> Task to carry out:
Give back the whole listing verbatim, printing none of its pictures.

+++ Dataset excerpts

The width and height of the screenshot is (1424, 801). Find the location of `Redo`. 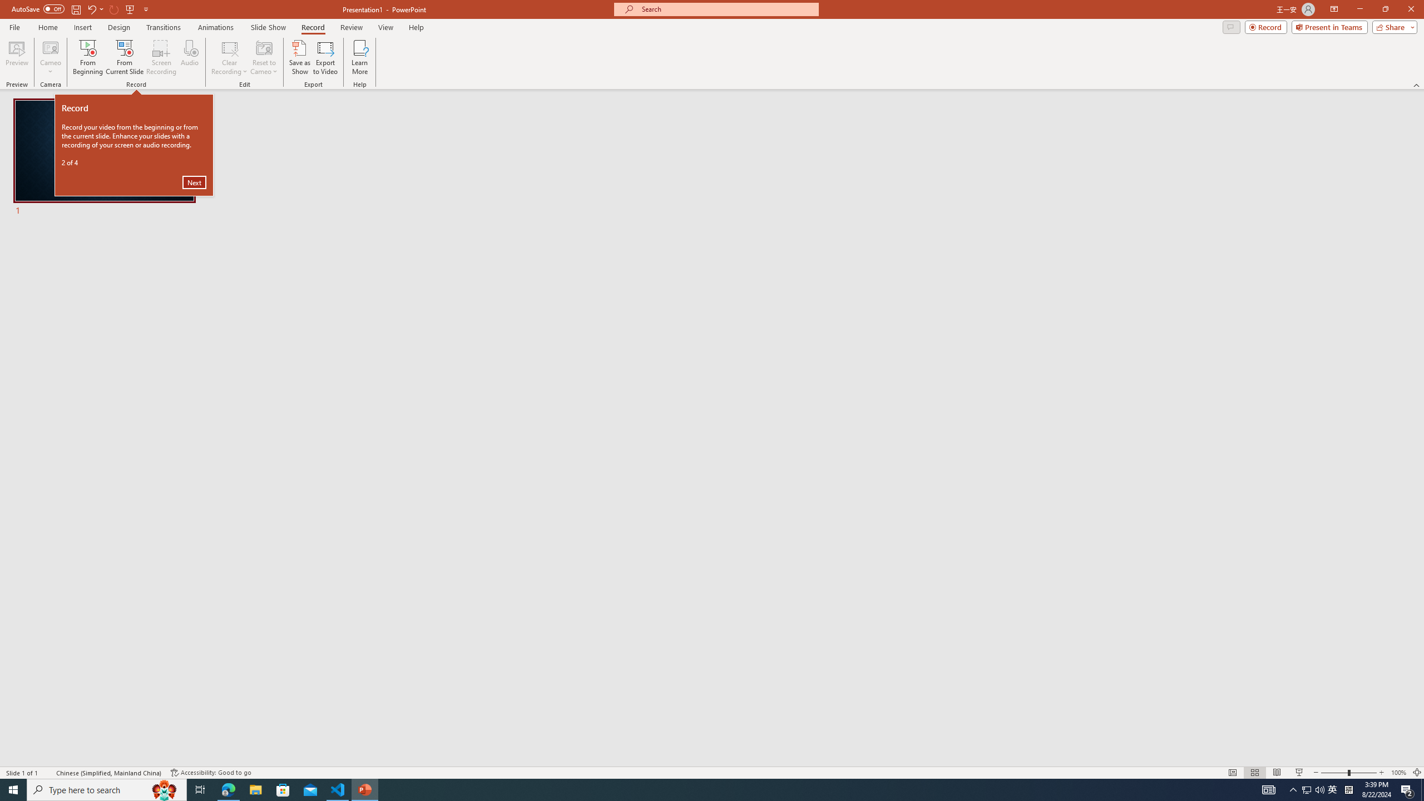

Redo is located at coordinates (115, 9).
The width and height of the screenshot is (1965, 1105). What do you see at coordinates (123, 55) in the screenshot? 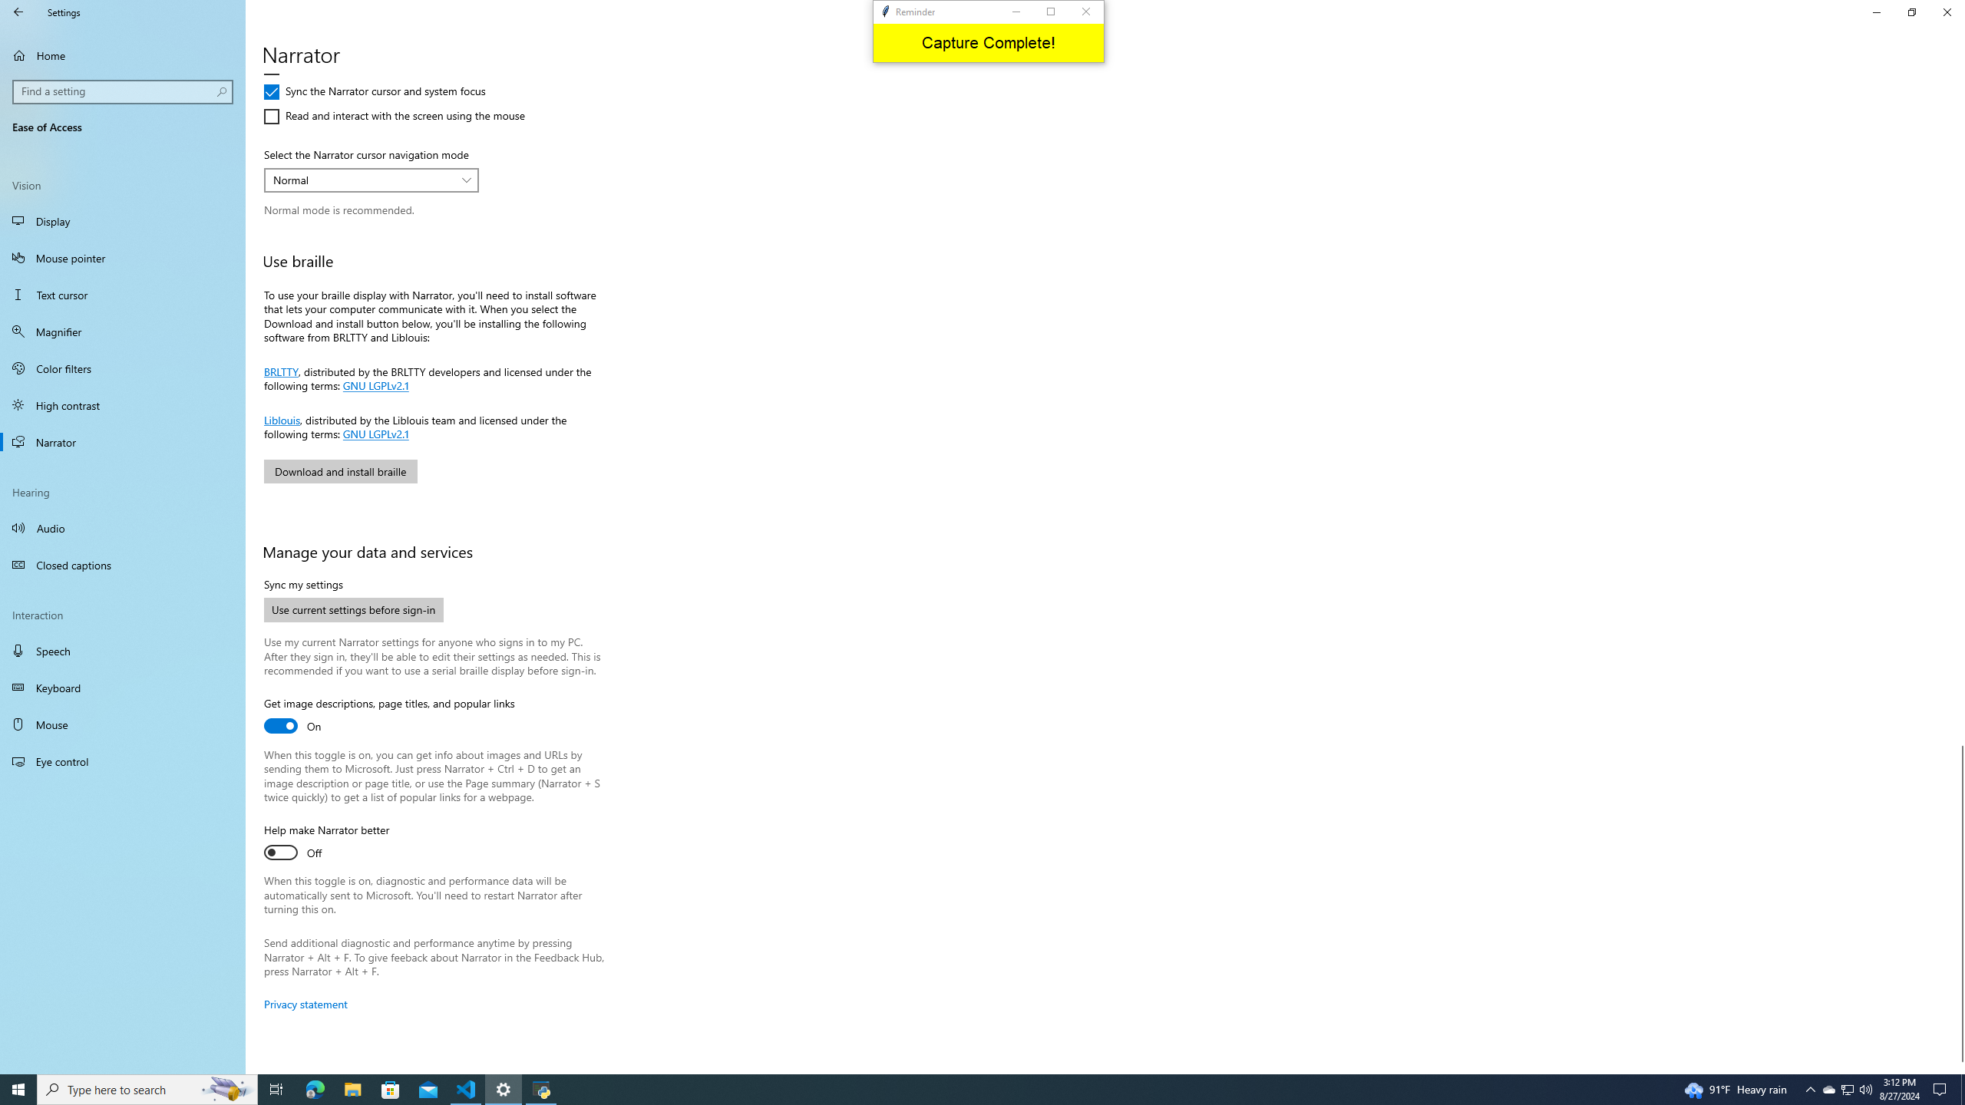
I see `Speech` at bounding box center [123, 55].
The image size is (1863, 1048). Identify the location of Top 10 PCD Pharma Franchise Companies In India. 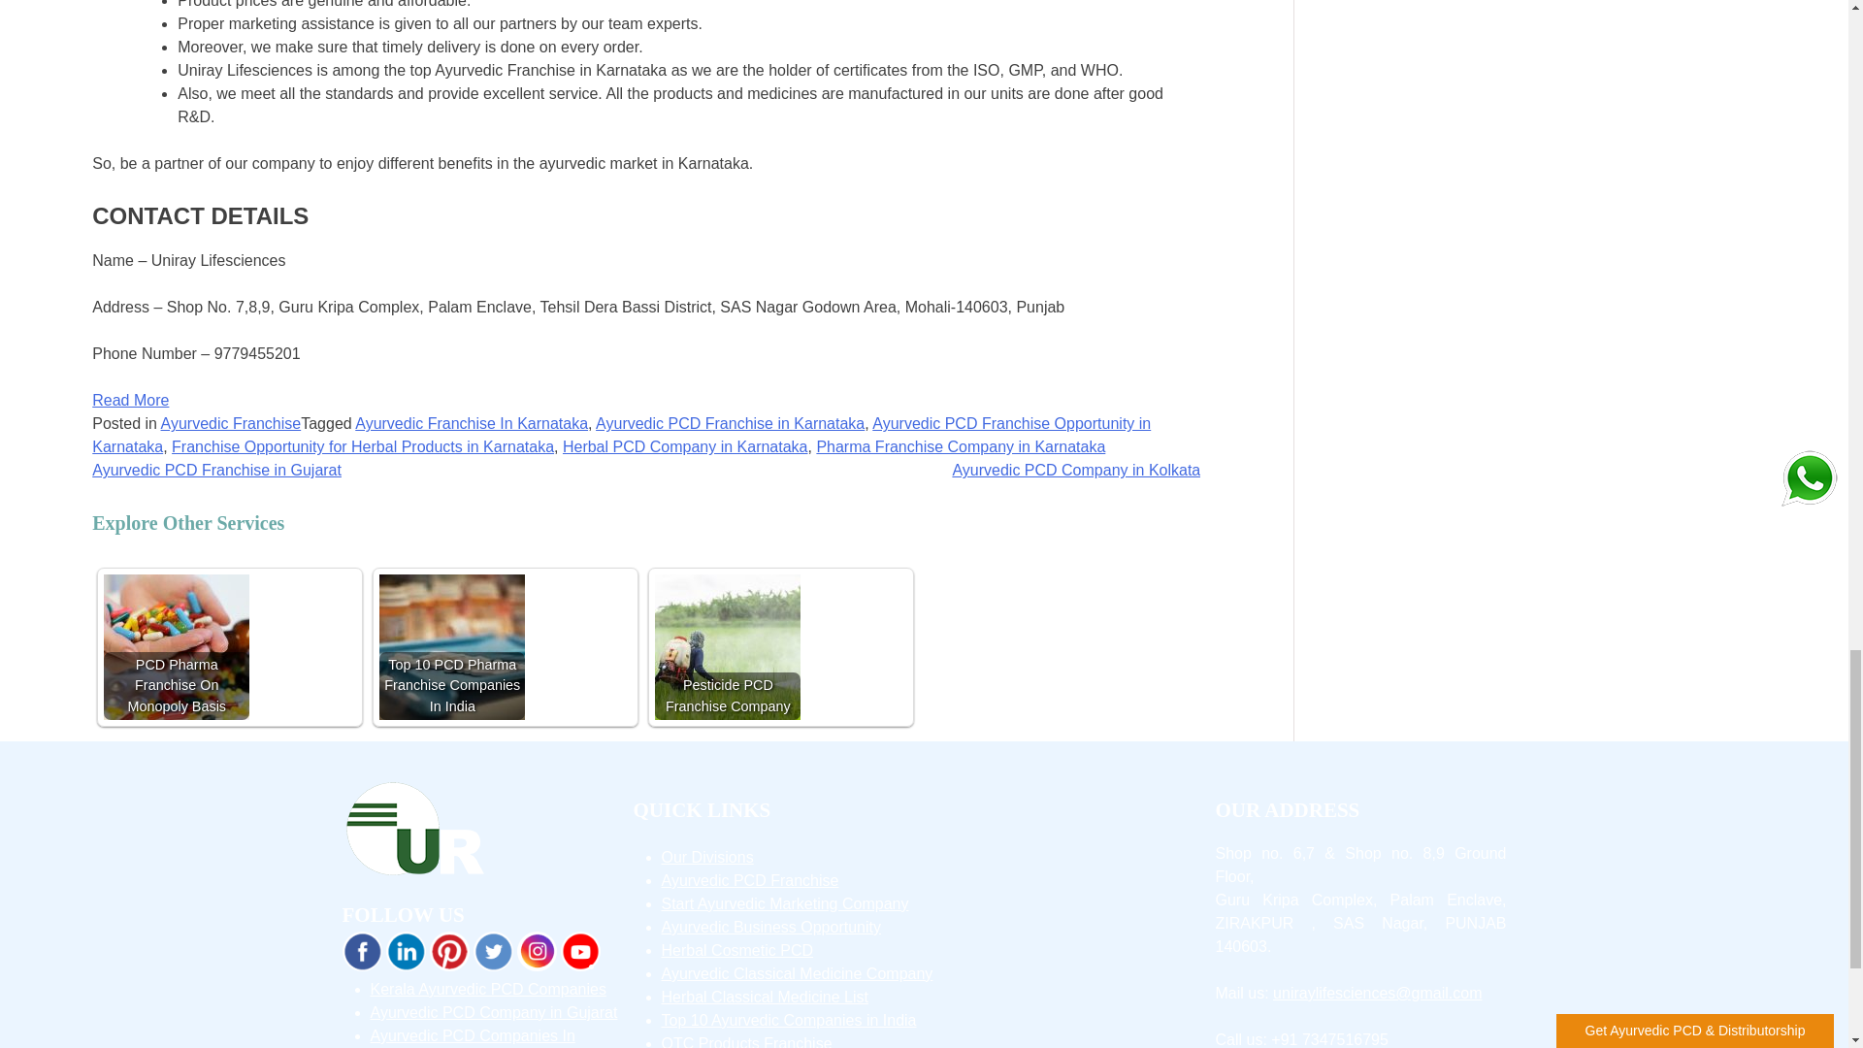
(452, 646).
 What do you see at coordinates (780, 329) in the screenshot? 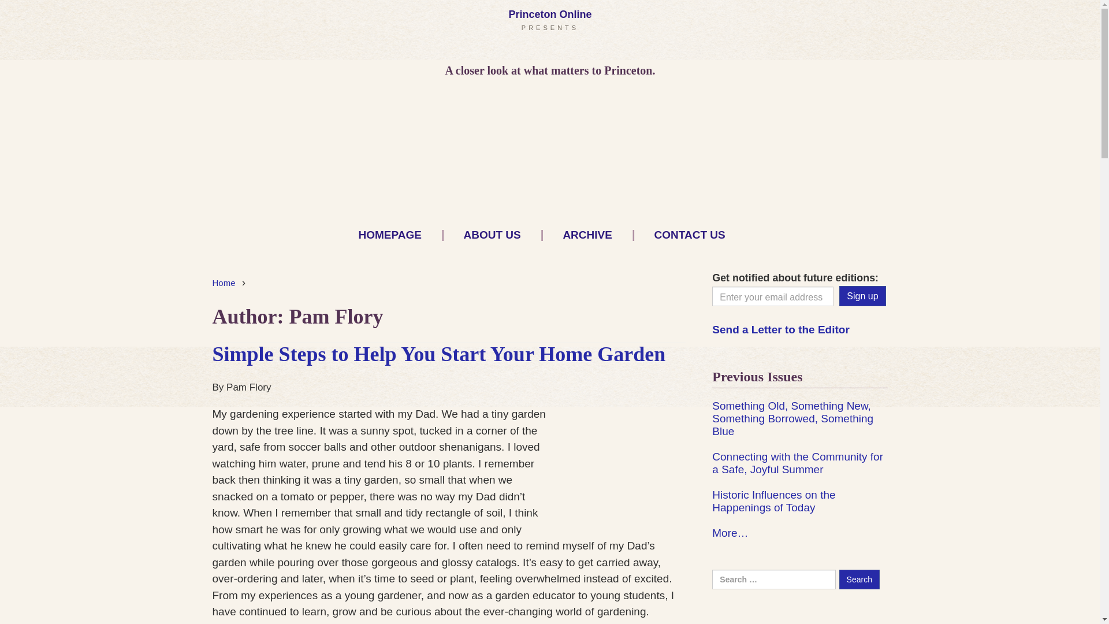
I see `Send a Letter to the Editor` at bounding box center [780, 329].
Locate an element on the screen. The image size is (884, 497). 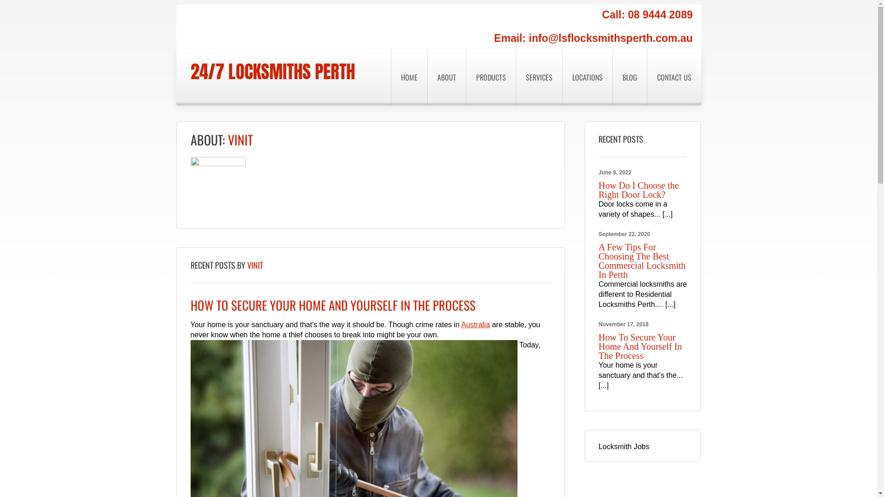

++++++

> Output:
The width and height of the screenshot is (1424, 801). Find the location of `Redo`. 

Redo is located at coordinates (115, 9).
The width and height of the screenshot is (1965, 1105). What do you see at coordinates (123, 55) in the screenshot? 
I see `Speech` at bounding box center [123, 55].
The image size is (1863, 1048). Identify the location of Top 10 PCD Pharma Franchise Companies In India. 
(452, 646).
 What do you see at coordinates (780, 329) in the screenshot? 
I see `Send a Letter to the Editor` at bounding box center [780, 329].
Locate an element on the screen. The image size is (884, 497). 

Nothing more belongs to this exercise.